Ashley Jensen (pictured in 2008) played Maggie Jacobs Portrayed by Ashley Jensen, Maggie Jacobs is characterised as a genuinely kind and supportive individual who only wants to help out. Unfortunately for her and those around her, she is also portrayed as being rather socially inept and lacking in any sort of internal censor or sense of tact, which means that she's more likely to say precisely the wrong thing at the wrong time to the wrong person, and thus create more trouble for herself and those around her (especially Andy, whom she frequently embarrasses by inadvertently puncturing his pretensions towards being an actor).

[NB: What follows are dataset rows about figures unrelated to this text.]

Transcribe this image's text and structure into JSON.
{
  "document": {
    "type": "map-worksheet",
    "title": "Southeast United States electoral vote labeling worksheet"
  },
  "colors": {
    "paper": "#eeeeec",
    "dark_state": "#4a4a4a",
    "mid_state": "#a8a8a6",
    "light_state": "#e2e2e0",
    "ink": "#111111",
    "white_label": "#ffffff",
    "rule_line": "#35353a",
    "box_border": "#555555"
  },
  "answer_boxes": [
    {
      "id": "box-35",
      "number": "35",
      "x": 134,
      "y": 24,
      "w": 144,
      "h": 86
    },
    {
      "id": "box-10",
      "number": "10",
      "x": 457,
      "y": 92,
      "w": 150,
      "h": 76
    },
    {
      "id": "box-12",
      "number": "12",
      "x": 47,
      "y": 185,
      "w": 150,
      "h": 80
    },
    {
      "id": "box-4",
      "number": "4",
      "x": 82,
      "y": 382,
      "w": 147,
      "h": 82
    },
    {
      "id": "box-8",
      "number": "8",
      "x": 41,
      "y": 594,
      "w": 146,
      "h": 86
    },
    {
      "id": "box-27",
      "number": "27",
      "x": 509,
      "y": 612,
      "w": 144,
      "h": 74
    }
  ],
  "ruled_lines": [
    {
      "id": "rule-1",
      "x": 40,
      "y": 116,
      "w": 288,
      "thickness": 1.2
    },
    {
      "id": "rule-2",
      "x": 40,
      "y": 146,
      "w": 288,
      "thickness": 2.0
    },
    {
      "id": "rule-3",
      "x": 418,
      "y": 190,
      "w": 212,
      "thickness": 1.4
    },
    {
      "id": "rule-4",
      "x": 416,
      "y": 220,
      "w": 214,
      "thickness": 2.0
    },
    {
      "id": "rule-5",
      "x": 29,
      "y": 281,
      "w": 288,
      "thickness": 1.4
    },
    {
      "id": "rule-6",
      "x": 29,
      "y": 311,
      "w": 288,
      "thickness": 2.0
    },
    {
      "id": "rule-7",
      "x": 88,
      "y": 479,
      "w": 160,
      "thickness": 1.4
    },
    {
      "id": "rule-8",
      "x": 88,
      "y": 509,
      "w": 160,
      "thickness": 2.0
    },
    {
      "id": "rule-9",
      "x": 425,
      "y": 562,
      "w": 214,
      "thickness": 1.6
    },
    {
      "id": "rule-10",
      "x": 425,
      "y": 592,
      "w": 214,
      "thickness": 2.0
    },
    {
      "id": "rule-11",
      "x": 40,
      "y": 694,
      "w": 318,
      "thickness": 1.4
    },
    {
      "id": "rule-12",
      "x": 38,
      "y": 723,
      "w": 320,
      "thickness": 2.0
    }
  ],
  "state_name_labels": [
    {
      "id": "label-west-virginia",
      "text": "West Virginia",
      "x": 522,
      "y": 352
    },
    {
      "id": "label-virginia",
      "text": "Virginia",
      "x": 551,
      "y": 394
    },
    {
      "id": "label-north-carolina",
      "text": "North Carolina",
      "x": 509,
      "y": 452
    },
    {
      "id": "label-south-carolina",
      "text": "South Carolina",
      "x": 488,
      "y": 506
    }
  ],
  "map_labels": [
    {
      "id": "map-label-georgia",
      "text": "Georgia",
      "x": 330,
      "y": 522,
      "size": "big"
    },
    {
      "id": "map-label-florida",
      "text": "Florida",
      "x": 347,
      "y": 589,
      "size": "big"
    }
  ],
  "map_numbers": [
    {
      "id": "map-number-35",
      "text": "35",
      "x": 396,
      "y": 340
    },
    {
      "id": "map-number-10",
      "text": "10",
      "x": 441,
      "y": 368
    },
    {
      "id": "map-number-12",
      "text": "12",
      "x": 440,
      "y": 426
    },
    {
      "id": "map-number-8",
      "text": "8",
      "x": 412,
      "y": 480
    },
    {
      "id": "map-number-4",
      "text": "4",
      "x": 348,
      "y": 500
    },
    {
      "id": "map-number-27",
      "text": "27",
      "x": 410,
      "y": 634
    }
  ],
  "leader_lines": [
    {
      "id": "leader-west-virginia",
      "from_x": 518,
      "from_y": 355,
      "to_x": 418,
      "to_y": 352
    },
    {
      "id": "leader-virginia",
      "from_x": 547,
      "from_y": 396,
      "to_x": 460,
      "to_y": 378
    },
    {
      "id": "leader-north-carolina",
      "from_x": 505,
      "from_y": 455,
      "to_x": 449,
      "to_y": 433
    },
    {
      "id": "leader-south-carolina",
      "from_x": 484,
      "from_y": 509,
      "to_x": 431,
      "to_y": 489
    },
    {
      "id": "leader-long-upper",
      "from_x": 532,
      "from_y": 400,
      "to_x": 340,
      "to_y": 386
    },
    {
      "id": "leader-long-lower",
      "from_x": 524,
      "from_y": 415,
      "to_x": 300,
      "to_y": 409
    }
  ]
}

Although the character possesses no malicious intent, she also appears to be rather childlike and poorly educated when it comes to matters of race and political correctness – which, when coupled with her general tactlessness, frequently results in her causing genuine offence through inadvertent insults and stereotypes. In series two her earthy ways are shown to contrast greatly with the pretensions of Andy's new friends.
The report of the Runciman Mission, in the form of letters to the British and Czechoslovak prime ministers dated 21 September 1938, was strongly hostile in tone towards the Czechoslovak Government and recommended the immediate transfer of the mainly German-inhabited territories to Germany. The 2000-word report placed the responsibility for the breakdown in negotiations very firmly on the SdP leadership who used the pretext of civil unrest in some German areas to sever contacts. The report also noted that Beneš’s 'Fourth Plan' proposals met “almost all the requirements” of the SdP’s demands. Nevertheless, when itemising the grievances of the German minority, Runciman expressed his sympathy for the Sudeten case observing that it was “a hard thing to be ruled by an alien race”. Although declaring that Czech rule was “not actively oppressive, and certainly not ‘terroristic’”, the report alleged “it was marked by tactlessness, lack of understanding, petty intolerance and discrimination”.